When the sun was setting, she had some good new milk to drink; and then the children went into the fields to gather flowers.

While they were in the fields, Emma saw a little chipping squirrel run along the top of the wall. She cried out joyfully, and ran after him. She thought she could catch him, and teach him to live with her little kitten in New York, and eat milk from a saucer. But the squirrel hid himself in his hole, and Emma could not find him. Her mother told her she was very glad she could not catch the squirrel; for if she had taken hold of him, it would have frightened him very much, and made his little heart beat very fast. She told her the squirrel would be very unhappy in a city; and unless he were shut up in a cage, he would run away. When Emma knew this, she did not want the pretty squirrel any more. She loved dearly to hear about his snug house under the ground, and the nuts he stored away in his little closet.

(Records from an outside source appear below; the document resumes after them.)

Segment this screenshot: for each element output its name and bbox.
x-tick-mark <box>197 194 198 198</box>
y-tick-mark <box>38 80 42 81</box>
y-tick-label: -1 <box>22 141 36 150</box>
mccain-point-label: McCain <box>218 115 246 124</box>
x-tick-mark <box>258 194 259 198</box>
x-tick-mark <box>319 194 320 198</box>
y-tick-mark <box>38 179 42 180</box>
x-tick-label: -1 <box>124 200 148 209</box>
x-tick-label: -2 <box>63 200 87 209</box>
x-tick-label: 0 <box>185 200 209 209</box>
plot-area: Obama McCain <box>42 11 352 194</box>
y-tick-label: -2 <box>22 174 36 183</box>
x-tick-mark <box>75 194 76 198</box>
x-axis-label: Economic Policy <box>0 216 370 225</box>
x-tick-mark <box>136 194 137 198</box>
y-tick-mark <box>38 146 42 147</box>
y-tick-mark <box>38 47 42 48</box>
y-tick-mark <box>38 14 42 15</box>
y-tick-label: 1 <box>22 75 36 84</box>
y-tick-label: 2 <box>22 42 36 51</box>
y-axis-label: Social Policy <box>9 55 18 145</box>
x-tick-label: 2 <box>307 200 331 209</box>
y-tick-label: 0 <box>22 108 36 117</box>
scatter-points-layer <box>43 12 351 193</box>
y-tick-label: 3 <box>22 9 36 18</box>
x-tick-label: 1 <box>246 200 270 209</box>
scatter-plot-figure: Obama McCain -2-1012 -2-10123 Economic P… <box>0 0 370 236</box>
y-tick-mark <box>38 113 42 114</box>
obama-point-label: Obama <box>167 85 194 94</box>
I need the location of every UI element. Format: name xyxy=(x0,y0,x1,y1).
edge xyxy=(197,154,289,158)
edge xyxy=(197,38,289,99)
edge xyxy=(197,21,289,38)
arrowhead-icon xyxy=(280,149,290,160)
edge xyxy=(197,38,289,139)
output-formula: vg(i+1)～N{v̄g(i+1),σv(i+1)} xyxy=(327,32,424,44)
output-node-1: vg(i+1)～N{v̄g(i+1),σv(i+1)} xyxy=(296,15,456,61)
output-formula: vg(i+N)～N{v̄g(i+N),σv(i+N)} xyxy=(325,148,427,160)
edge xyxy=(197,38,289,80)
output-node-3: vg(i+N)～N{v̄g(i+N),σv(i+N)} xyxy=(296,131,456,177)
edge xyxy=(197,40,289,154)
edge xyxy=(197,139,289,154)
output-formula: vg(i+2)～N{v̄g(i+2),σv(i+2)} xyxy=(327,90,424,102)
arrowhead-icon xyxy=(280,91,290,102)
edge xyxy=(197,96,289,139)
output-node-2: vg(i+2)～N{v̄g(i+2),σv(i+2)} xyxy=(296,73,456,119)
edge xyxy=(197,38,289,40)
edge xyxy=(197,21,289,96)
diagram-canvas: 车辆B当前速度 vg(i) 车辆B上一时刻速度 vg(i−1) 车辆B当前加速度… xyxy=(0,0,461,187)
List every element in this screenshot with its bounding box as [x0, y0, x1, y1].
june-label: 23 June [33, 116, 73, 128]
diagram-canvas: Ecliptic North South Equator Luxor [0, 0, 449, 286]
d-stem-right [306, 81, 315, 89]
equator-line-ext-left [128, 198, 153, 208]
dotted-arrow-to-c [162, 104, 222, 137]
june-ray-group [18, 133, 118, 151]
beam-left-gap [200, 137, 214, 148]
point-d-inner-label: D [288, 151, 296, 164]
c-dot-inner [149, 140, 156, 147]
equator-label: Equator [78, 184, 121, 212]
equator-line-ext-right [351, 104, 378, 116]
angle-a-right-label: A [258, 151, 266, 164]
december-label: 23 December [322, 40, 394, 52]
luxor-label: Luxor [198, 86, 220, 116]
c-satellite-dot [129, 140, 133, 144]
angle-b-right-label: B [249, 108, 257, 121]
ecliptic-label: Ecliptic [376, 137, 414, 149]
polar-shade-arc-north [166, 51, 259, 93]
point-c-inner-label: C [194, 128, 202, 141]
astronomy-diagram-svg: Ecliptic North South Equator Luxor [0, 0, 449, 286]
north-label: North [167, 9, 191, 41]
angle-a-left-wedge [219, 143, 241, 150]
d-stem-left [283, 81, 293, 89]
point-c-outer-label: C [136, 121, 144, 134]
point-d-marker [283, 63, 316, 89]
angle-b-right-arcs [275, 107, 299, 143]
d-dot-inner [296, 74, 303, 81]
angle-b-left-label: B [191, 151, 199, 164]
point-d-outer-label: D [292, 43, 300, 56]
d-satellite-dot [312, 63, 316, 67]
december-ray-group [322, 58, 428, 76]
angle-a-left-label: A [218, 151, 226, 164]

In the evening, Emma saw a great many fireflies in the meadows. She said to her uncle, "See how the ground is covered with pretty little stars! Did the sky sprinkle them down?"

Her uncle told her they were not stars, but little insects, that gave light from their wings. Then the little girl asked, “What is their name, uncle?" He told her people in the country called them lightning bugs.

Emma had never seen any fireflies before, and she talked a great deal about them. But when she tried to tell her mother all about it, she forgot the name, and said, "O mother, I have seen a great many beautiful thunder bugs!" This made them all laugh; and George called fireflies thunder bugs for a long time after.

The next day, Emma went into the meadow, with her cousin George, to gather cranberries. "Where are all the fireflies

now?" said she. "I don't know," said George. "I suppose they have put their lamps out." Emma had never seen cranberries growing before. She called them little red apples, and wanted to carry some home for her doll.

When they went back to the house, the children heard a great noise behind the barn, and they ran to see what it was. A cross dog was trying to bite a poor little calf. But there was a great ox feeding in the same pasture, and he ran to the calf and stood by him; and whichever way the dog turned, the ox turned too, and pointed his horns at him. So the naughty dog was driven off, and the calf was not much hurt. Emma called him a good ox, and wanted to give him some of the cranberries from her little basket. But George told her the ox would not eat cranberries.

When Emma found her cousins were going to school, she wanted to go too. She had never been to school; but her mother had taught her to read and spell a little. She went with her cousins, and sat very still while the scholars said their lessons. When the schoolmistress asked her to read, she read as well as she could, and did not make any trouble at all.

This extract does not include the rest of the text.